Leadership asks something different. Enabling others means making room for them, and making room for them means taking up less of it yourself. The leader has to find safety in something other than being the most capable person in the conversation. That is an identity shift, not a skill addition.
This is where capability building reaches its limit. No strengths assessment, no measure of Psychological Capital can rewrite the story underneath, the one that says your value depends on being the person who knows. That work is interior. It means turning inward, examining the ego stories that made you successful as a manager, and loosening their grip enough to let a different kind of presence emerge. A presence that is less about holding the answers and more about holding the space in which others can find their own.
The gap most organisations cannot see
Capability builds the manager. Capacity rewrites the story underneath.
The first strengthens the grip. Sharper expertise, more resilience, better optimisation. The leader becomes more effective inside the given structure. The second loosens it. Wider holding, more room for others, less need to be the one with the answers. The leader becomes able to function when the structure shifts, or when there is no structure at all.
Management and leadership are not mutually exclusive. A leader who has developed capacity can still organise and optimise when the situation calls for it. Sometimes the room needs structure, clarity, a decision made quickly. The difference is that it becomes a conscious choice, a mode the leader steps into rather than the only mode available to them.
The danger is when a leader carries only a management mindset and has never done the interior work. They will default to being the one with the answers. When the situation asks for enabling, they reach for control. Micro-management. Directive authority. The familiar safety of expertise applied to a moment that needs something else entirely. There is no faster way to kill the engagement of a team than to lead with the need to be right.
Most development investment strengthens the manager’s ego story and calls it leadership development. The gap between those two words is where organisations are most exposed, and it only becomes visible when the ground moves.

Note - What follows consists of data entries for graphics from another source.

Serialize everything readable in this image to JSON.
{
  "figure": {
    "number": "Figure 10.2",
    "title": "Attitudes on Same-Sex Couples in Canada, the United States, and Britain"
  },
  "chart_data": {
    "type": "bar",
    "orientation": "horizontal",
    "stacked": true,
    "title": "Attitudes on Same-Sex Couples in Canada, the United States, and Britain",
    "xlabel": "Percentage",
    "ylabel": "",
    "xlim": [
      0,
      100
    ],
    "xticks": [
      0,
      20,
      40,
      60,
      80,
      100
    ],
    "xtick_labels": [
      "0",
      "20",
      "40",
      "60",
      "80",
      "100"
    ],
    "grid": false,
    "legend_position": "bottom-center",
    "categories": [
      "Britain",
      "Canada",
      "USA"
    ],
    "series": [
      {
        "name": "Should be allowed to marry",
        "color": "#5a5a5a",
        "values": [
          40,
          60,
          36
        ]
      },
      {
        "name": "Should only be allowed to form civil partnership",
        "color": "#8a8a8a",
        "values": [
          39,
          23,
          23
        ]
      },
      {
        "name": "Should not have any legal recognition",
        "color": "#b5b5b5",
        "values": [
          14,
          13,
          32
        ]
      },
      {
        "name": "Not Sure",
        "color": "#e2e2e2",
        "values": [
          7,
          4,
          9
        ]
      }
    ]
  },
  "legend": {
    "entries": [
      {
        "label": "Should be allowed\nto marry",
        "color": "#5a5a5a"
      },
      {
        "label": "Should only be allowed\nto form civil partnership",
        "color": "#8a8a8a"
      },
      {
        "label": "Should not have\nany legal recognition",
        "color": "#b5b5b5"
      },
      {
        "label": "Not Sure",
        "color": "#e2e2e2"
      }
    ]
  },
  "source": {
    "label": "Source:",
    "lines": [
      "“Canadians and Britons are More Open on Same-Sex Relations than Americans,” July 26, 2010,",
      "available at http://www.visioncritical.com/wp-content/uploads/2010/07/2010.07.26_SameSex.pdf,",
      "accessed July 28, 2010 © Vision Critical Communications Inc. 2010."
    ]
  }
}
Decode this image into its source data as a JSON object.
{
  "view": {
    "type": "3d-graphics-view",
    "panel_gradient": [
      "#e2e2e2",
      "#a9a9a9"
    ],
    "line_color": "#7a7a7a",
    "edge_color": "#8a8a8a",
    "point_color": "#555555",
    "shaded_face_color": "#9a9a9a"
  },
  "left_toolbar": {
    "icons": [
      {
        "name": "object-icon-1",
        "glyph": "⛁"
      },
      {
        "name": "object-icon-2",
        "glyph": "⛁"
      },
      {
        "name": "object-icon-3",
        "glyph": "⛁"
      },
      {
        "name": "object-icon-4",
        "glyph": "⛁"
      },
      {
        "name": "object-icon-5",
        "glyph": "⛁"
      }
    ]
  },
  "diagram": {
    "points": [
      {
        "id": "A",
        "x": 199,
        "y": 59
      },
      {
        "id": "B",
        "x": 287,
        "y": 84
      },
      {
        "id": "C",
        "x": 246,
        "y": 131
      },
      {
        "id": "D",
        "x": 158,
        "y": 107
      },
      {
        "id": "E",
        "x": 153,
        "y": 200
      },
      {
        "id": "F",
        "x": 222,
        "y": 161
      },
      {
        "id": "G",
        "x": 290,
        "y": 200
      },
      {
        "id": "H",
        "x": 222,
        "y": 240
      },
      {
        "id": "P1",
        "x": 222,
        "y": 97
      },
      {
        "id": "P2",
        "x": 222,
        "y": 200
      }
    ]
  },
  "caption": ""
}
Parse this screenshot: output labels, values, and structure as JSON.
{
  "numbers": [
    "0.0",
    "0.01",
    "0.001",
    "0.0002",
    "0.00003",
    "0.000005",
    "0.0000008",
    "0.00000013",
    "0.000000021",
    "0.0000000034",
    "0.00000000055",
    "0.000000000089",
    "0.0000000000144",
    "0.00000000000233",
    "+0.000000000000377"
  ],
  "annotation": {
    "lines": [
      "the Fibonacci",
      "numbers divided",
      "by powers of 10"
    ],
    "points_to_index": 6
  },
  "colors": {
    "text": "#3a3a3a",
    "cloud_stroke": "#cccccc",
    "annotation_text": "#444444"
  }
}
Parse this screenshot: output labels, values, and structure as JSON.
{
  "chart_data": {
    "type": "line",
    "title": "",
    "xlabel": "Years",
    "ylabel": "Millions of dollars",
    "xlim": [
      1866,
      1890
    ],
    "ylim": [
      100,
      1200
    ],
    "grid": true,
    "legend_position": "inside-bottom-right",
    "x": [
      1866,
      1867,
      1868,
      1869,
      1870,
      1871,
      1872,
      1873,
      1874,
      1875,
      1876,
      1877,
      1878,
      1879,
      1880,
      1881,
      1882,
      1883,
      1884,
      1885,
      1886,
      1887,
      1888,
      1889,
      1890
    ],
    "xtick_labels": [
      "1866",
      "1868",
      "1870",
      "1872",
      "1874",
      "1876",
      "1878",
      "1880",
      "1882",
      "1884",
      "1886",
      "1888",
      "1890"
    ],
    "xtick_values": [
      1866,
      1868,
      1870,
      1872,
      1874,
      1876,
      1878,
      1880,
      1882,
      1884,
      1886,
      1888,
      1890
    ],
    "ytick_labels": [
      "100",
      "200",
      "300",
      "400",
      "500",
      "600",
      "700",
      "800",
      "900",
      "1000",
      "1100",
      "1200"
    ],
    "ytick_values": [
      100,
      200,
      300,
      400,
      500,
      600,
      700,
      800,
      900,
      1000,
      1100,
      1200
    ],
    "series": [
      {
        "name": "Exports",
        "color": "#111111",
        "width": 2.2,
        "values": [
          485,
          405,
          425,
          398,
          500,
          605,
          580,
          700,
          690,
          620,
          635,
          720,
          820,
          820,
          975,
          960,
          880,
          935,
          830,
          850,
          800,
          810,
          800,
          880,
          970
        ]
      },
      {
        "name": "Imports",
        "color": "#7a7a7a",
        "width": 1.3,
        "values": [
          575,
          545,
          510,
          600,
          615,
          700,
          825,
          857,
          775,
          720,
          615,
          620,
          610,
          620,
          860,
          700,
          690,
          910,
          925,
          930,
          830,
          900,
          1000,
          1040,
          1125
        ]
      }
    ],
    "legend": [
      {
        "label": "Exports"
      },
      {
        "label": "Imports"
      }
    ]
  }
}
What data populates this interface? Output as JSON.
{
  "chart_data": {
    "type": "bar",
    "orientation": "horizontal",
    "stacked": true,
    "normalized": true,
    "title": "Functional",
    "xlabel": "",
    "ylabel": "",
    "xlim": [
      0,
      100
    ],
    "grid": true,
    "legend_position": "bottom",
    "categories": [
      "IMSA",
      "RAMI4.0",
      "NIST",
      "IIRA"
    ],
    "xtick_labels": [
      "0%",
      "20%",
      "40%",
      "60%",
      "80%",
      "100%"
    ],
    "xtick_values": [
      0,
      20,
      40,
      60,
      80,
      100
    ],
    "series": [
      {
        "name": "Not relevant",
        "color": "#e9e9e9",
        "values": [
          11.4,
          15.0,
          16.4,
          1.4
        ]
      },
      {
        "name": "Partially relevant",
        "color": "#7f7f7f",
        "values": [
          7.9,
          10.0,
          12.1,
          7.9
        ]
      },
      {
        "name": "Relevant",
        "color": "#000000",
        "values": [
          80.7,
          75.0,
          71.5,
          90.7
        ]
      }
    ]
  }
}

One of the most difficult dynamics I see in organisations is what happens when these two mindsets meet in a reporting line. A leader who has developed capacity, who leads with humility and curiosity, reporting into someone who carries only a management mindset. The leader makes room for their team. Their manager reads that room as a lack of control. The leader asks questions. Their manager wants answers. The leader holds complexity. Their manager wants it reduced. The working relationship becomes a daily friction between two fundamentally different orientations to the same work, and neither person may fully understand why.
What it would mean to develop leaders in the territory where they have to let go of the very thing that made them successful is a question most organisations have never seriously asked. It may be the one that determines whether they have managers or leaders when it matters most.
Reflective Question: Where in your own leadership does your strongest capability quietly prevent you from enabling someone else?
This essay is part of Series IV: The Organisational Implications, on what happens at the collective level when leadership development moves beyond the individual. Other essays in this series explore what organisations are really developing when they develop leaders, and what the inner architecture of a leader means for the teams around them. See the full series here.